Task details: Each line from the one with "reading: 5 °C" through the final line of the entries below must be printed exactly, and the pictures must not be.

[Measuring device photo data]
= Beginning of Section =

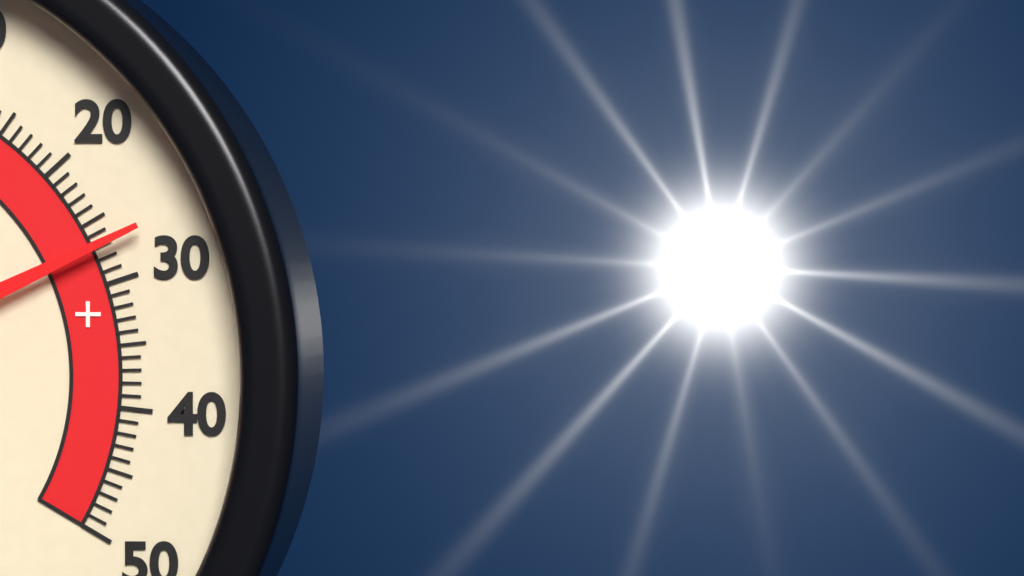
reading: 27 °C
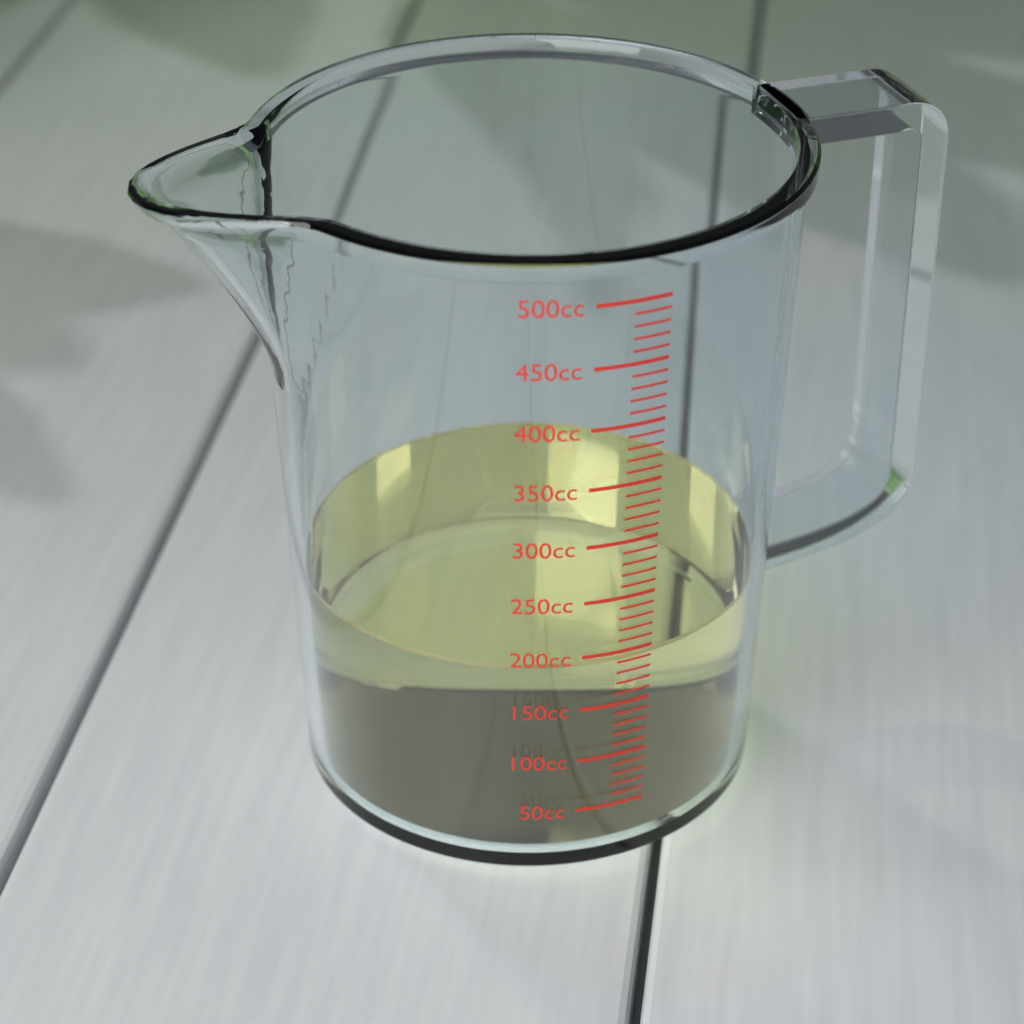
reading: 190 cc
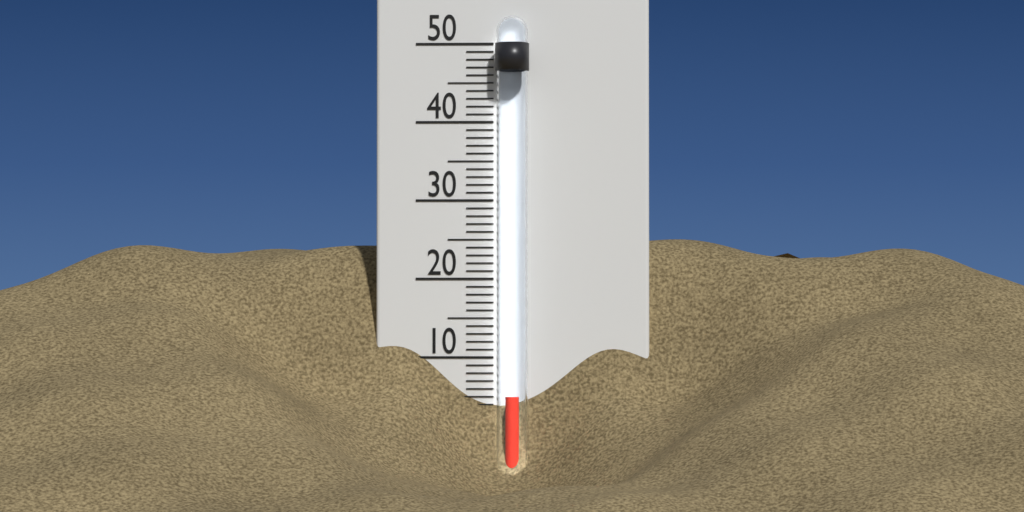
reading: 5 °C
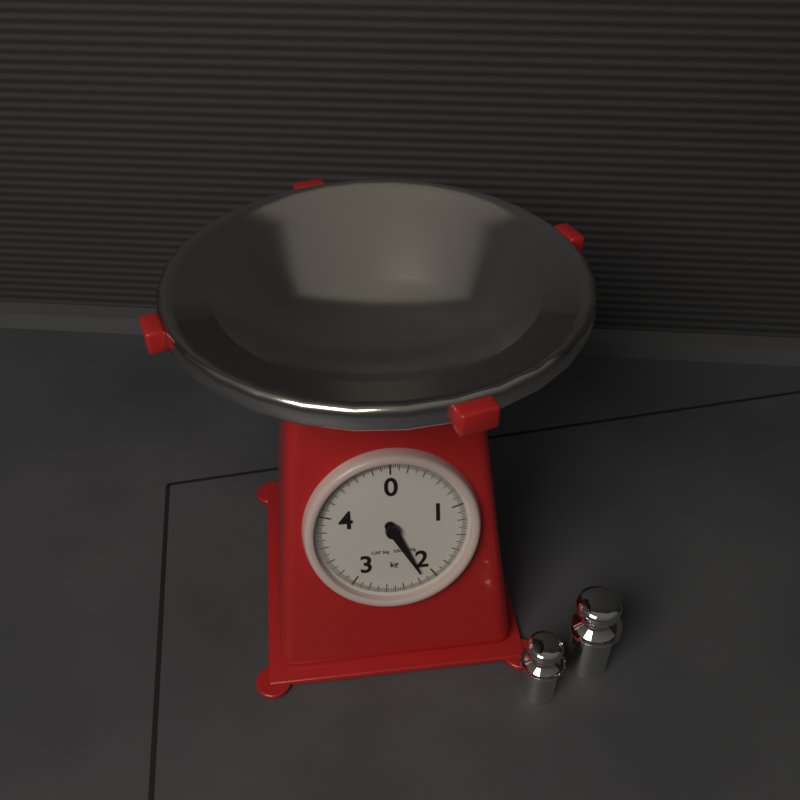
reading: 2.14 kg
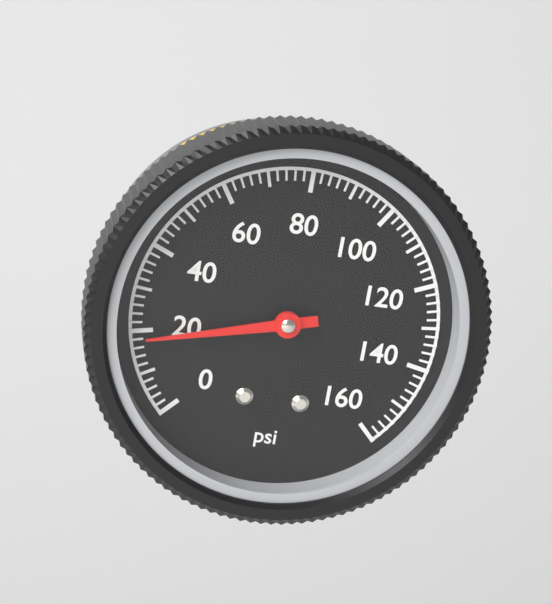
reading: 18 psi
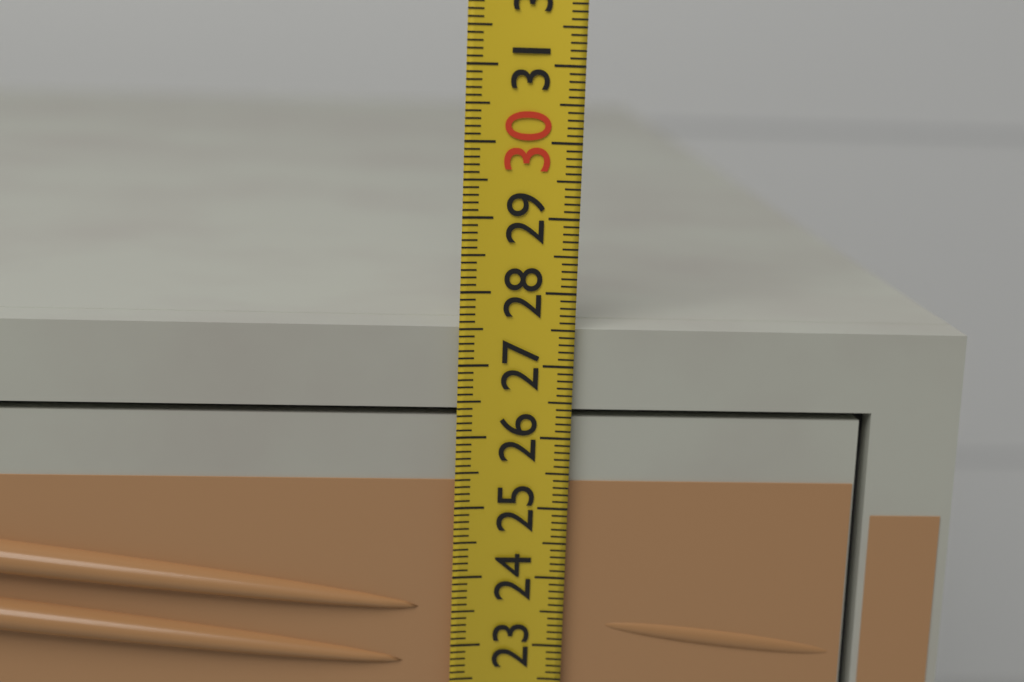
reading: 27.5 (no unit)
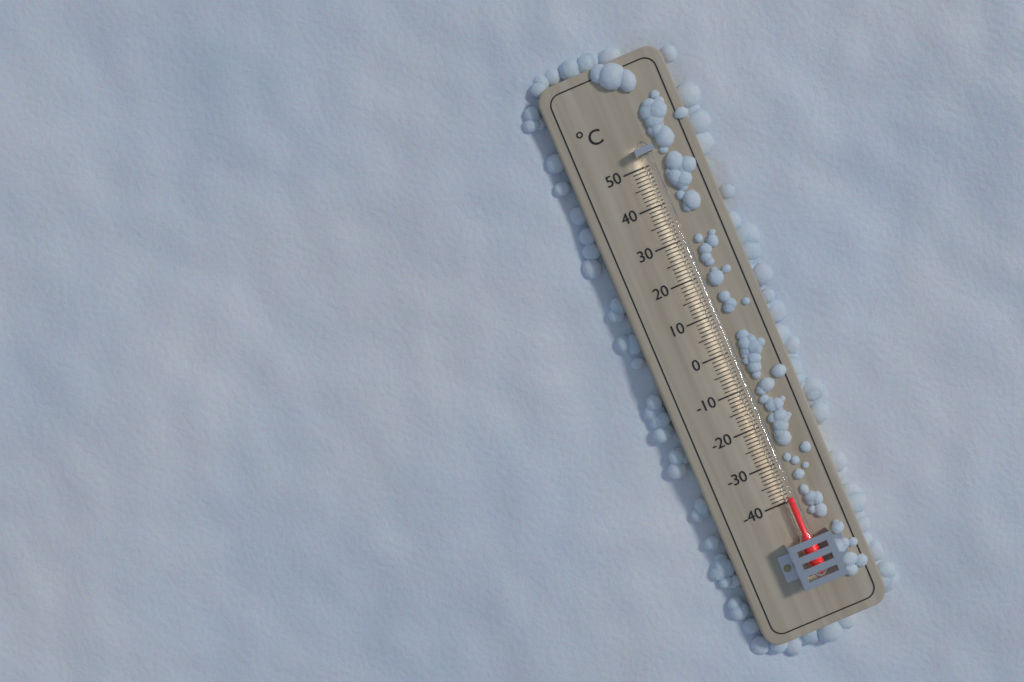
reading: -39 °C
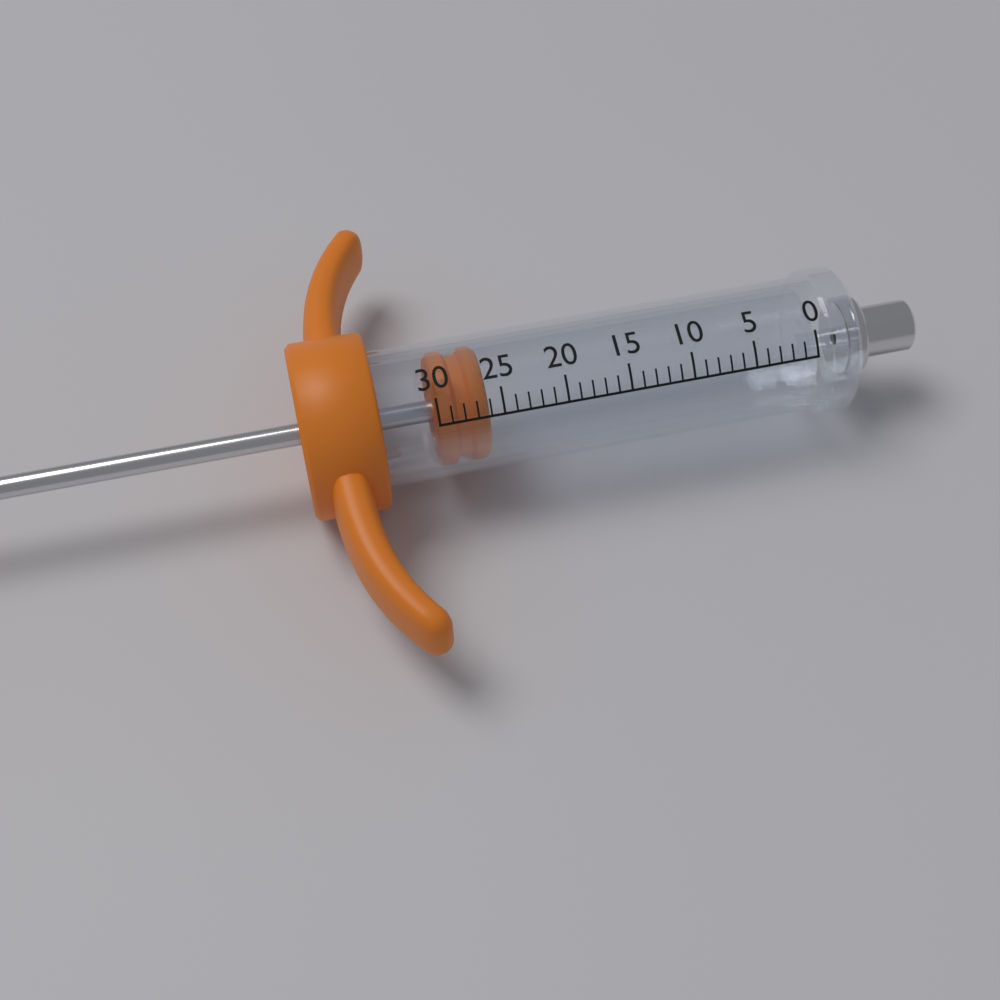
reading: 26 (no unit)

= End of Section =

Worked solution:
reading: 5 °C
reading: 2.14 kg
reading: 18 psi
reading: 27.5 (no unit)
reading: -39 °C
reading: 26 (no unit)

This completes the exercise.